Jupiter is the roll of the fickle dice, the ever-spinning Wheel of Fortune. In myth, Jupiter didn’t stay around long, he was always off, chasing the next conquest, taking what he wanted, when he wanted to, just because he could. The shadow that stretches behind Jupiter’s cheery positivity is self-absorbed grandiosity, a cavalier entitlement, which may be highlighted this year as themes of Dionysian excess, sacrifice and suffering play out on the world stage and perhaps in the events of our own lives.
In the metaphorical language of astrology, the Libran part of our own birth chart will be illuminated at this Full Moon time as we practice the challenging art of relating to others in an uncertain world. Aries is the beginning, Pisces the end. Libra is midway, a crossroads where the old converges with the new, where the winds of change blow across our lives, exposing the roots, bringing us closer to ourselves, and to others in safe relationships where oxytocin and vasopressin activate parts of the brain associated with calm.
Just like moons and like suns,
Writes Lissa Rankin in her book, The Fear Cure, “courage is not about being fearless; it’s about letting fear transform you, so you come into right relationship with uncertainty, make peace with impermanence, and wake up to who you really are.”
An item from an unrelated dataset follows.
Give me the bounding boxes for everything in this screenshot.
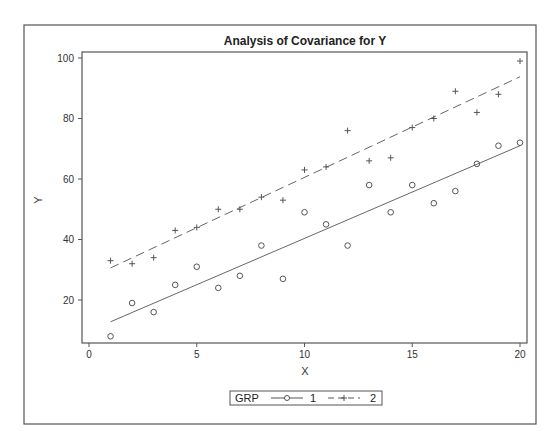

The promises of peace seeded in this New Moon energy may dissipate in all too familiar falsehoods and a shared commitment to outrageous lies as Neptune and Jupiter will amplify Piscean associations with suffering and martyrdom. Nested like an assemblage of Russian dolls, flawed political decisions have resulted in our dependence on gas and oil (Neptune) which, along with the banks that finance them, are the most important source of Russia’s foreign income. As (some countries) decry the war in Ukraine, governments fund the war in payment for Russia’s fossil fuels.
As Jupiter, Neptune and Chiron united in the humanitarian sign of Aquarius in 2009, James Cameron’s Avatar mirrored the zeitgeist of the time. Our personal and collective experience may be very different as Avatar 2 is released. Jupiter and Neptune in Pisces mirror a world-weariness, a collective post-pandemic grief that has been by-passed by governments eager for progress and profit. For those who have lost loved ones, for those whose lives have been dragged down into the undertow by loss of work or direction, everything may seem blurred, life’s pulse beat feeble. Yet in our grief may make fluid our rigid routines, dissolve our hardened habits, cleanse the debris of emotional blockages, we draw moisture into our parched lives. At this New Moon time of fresh starts and hopeful new beginnings, this beautiful quote from the first Avatar movie reminds us, “you are stronger and wiser and freer than you have ever been. And now you have come to the crossroads of destiny. It’s time for you to choose.”